Many students spend their summers as campers, doing crafts, spending time outdoors or bonding with their cabinmates. However, a few have returned back to camp to become counselors.
Junior Ashton Pliskin said he spent eight years as a camper at Emma Kaufmann Camp in West Virginia. He spent the past summer working as a Staff-In-Training at the camp, he added.
“For me, camp has always been like my second home, so just going back, seeing familiar faces, I had a sense of familiarity of like I know how this works, and I’ve seen people go through this before, so I know how to do it,” Pliskin explained.
Senior Brooklyn Binsky said she spent two months this summer as a Counselor-In-Training and pottery specialist at Camp Wise, in Chardon, Ohio. Being a CIT came with more freedom, she added.
“We didn’t have a counselor with us at all times, so it was a lot more independence and responsibility,” Binsky said.
Senior Maddie Merzel was a CIT at Camp Livingston in Indiana, where she had been a camper. Merzel said being a CIT was the next step in her journey at camp. Many of her friends from camp were also CITs, and she got to experience the change with them.
“I got to learn alongside the people that I’ve been going to camp with because they were also counselors,” Merzel said.
She had many interesting experiences at camp, such as building a fire circle and benches from scratch, Merzel said.
“It was interesting to see how the kids’ personalities developed in such a short amount of time,” she added.
Pliskin said one of the benefits of becoming a SIT was the staff’s trust in his choices
and reasoning, which he hadn’t experienced as a camper.
As a SIT, he was able to use his phone at camp, which helped him be less homesick, Pliskin explained. Merzel said she was also able to use her phone, as well as her laptop at camp, though it increased her stress about school.
Pliskin also had more opportunities to make new friends as a SIT, he said.
“I met new people who’d gone at different sessions of camp in previous years, and I’ve became really good friends with them,” Pliskin said.

One thing Pliskin said he realized was that he could look at all the different age groups as a unified group.
“When I was a camper, all the other age groups seemed so foreign, but once I became an SIT, I really got a good look at all age groups and it reignited my love of camp and the community it created.” Pliskin said.
Binsky explained one of the benefits of being a CIT was earning service hours. As a CIT, she had the responsibility of serving lunch and dinner, she said. Another benefit was increased independence, she added.
“We had a lot more time to do as we please,” Binsky said. “We could just go around with our friends.”
Merzel found she was able to form deeper relationships with other staff members.
“Now as a counselor, the other staff respect you and they’ll talk to you and be more friendly to you,” Merzel said.
Pliskin said the experience was really fun, and he is planning on being a normal staff member next year.
“I was always excited,” Pliskin said. “Even if I had to wake up early or deal with a crying kid, I was always excited just to be getting the experience.”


## [Directions]
Search term "circled": copy each line of the data containing it.

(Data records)
══════════════════════════════
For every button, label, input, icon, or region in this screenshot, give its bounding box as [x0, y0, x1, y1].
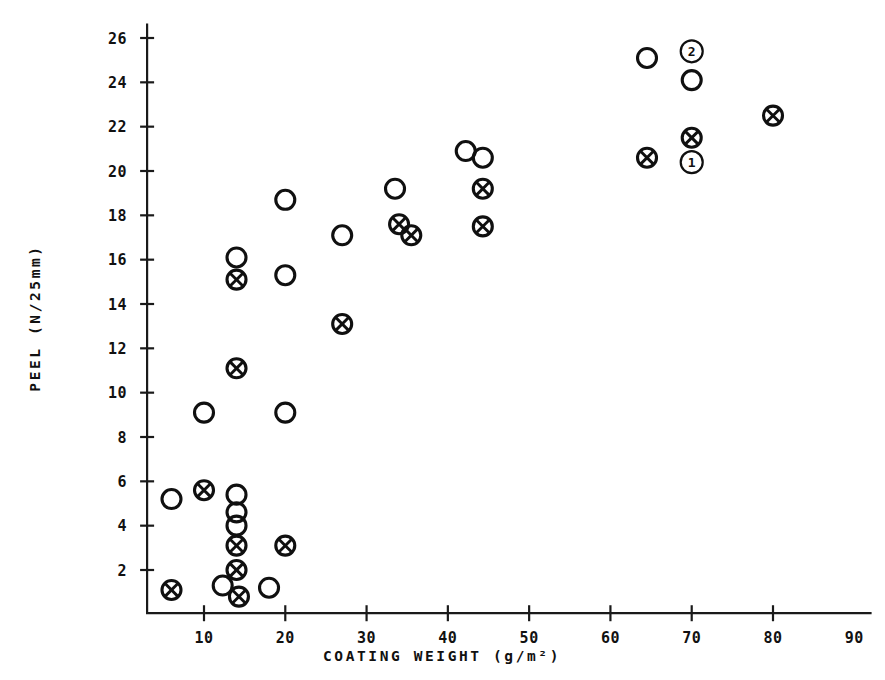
data-point-crossed-circle-6	[227, 270, 246, 289]
circle-glyph	[276, 190, 295, 209]
y-tick-label-16: 16	[108, 251, 127, 269]
y-axis-title: PEEL (N/25mm)	[27, 244, 43, 391]
circle-glyph	[473, 148, 492, 167]
data-point-crossed-circle-0	[162, 580, 181, 599]
data-points	[162, 48, 783, 606]
circle-glyph	[333, 226, 352, 245]
x-tick-label-40: 40	[438, 629, 457, 647]
data-point-crossed-circle-15	[764, 106, 783, 125]
data-point-open-circle-3	[227, 485, 246, 504]
data-point-open-circle-14	[473, 148, 492, 167]
data-point-crossed-circle-4	[229, 587, 248, 606]
annotation-circled-1: 1	[681, 151, 703, 173]
y-tick-label-8: 8	[118, 429, 128, 447]
circle-glyph	[386, 179, 405, 198]
data-point-crossed-circle-11	[473, 179, 492, 198]
axis-tick-labels: 2468101214161820222426102030405060708090	[108, 30, 864, 648]
circle-glyph	[276, 266, 295, 285]
data-point-crossed-circle-12	[473, 217, 492, 236]
circle-glyph	[276, 403, 295, 422]
circle-glyph	[260, 578, 279, 597]
x-tick-label-10: 10	[194, 629, 213, 647]
axis-spine	[147, 25, 870, 614]
annotation-circled-2: 2	[681, 40, 703, 62]
y-tick-label-6: 6	[118, 473, 128, 491]
data-point-open-circle-5	[227, 516, 246, 535]
x-tick-label-90: 90	[845, 629, 864, 647]
x-tick-label-80: 80	[763, 629, 782, 647]
circle-glyph	[227, 485, 246, 504]
data-point-crossed-circle-2	[227, 536, 246, 555]
data-point-open-circle-2	[195, 403, 214, 422]
circle-glyph	[162, 490, 181, 509]
data-point-open-circle-10	[276, 190, 295, 209]
y-tick-label-14: 14	[108, 296, 127, 314]
y-tick-label-26: 26	[108, 30, 127, 48]
y-tick-label-22: 22	[108, 118, 127, 136]
scatter-plot-figure: 2468101214161820222426102030405060708090…	[0, 0, 885, 680]
y-tick-label-12: 12	[108, 340, 127, 358]
data-point-crossed-circle-1	[195, 481, 214, 500]
data-point-open-circle-8	[276, 403, 295, 422]
x-tick-label-60: 60	[601, 629, 620, 647]
x-tick-label-50: 50	[520, 629, 539, 647]
data-point-crossed-circle-3	[227, 561, 246, 580]
y-tick-label-2: 2	[118, 562, 128, 580]
axes	[147, 25, 870, 614]
data-point-crossed-circle-14	[682, 128, 701, 147]
y-tick-label-4: 4	[118, 517, 128, 535]
x-tick-label-30: 30	[357, 629, 376, 647]
y-tick-label-18: 18	[108, 207, 127, 225]
annotation-label: 1	[688, 155, 696, 170]
data-point-open-circle-6	[227, 248, 246, 267]
circle-glyph	[682, 71, 701, 90]
circle-glyph	[227, 516, 246, 535]
data-point-crossed-circle-8	[333, 314, 352, 333]
data-point-crossed-circle-7	[276, 536, 295, 555]
x-tick-label-70: 70	[682, 629, 701, 647]
circle-glyph	[227, 248, 246, 267]
circle-glyph	[195, 403, 214, 422]
plot-canvas: 2468101214161820222426102030405060708090…	[0, 0, 885, 680]
y-tick-label-24: 24	[108, 74, 127, 92]
data-point-open-circle-7	[260, 578, 279, 597]
data-point-open-circle-12	[386, 179, 405, 198]
data-point-crossed-circle-5	[227, 359, 246, 378]
y-tick-label-10: 10	[108, 384, 127, 402]
data-point-open-circle-0	[162, 490, 181, 509]
circle-glyph	[638, 48, 657, 67]
data-point-crossed-circle-13	[638, 148, 657, 167]
x-axis-title: COATING WEIGHT (g/m²)	[323, 648, 561, 664]
annotation-label: 2	[688, 44, 696, 59]
y-tick-label-20: 20	[108, 163, 127, 181]
data-point-open-circle-9	[276, 266, 295, 285]
data-point-open-circle-16	[682, 71, 701, 90]
point-annotations: 21	[681, 40, 703, 173]
data-point-open-circle-11	[333, 226, 352, 245]
data-point-crossed-circle-10	[402, 226, 421, 245]
x-tick-label-20: 20	[276, 629, 295, 647]
data-point-open-circle-15	[638, 48, 657, 67]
══════════════════════════════
## [Reply]
annotation-circled-1: 1	[681, 151, 703, 173]
annotation-circled-2: 2	[681, 40, 703, 62]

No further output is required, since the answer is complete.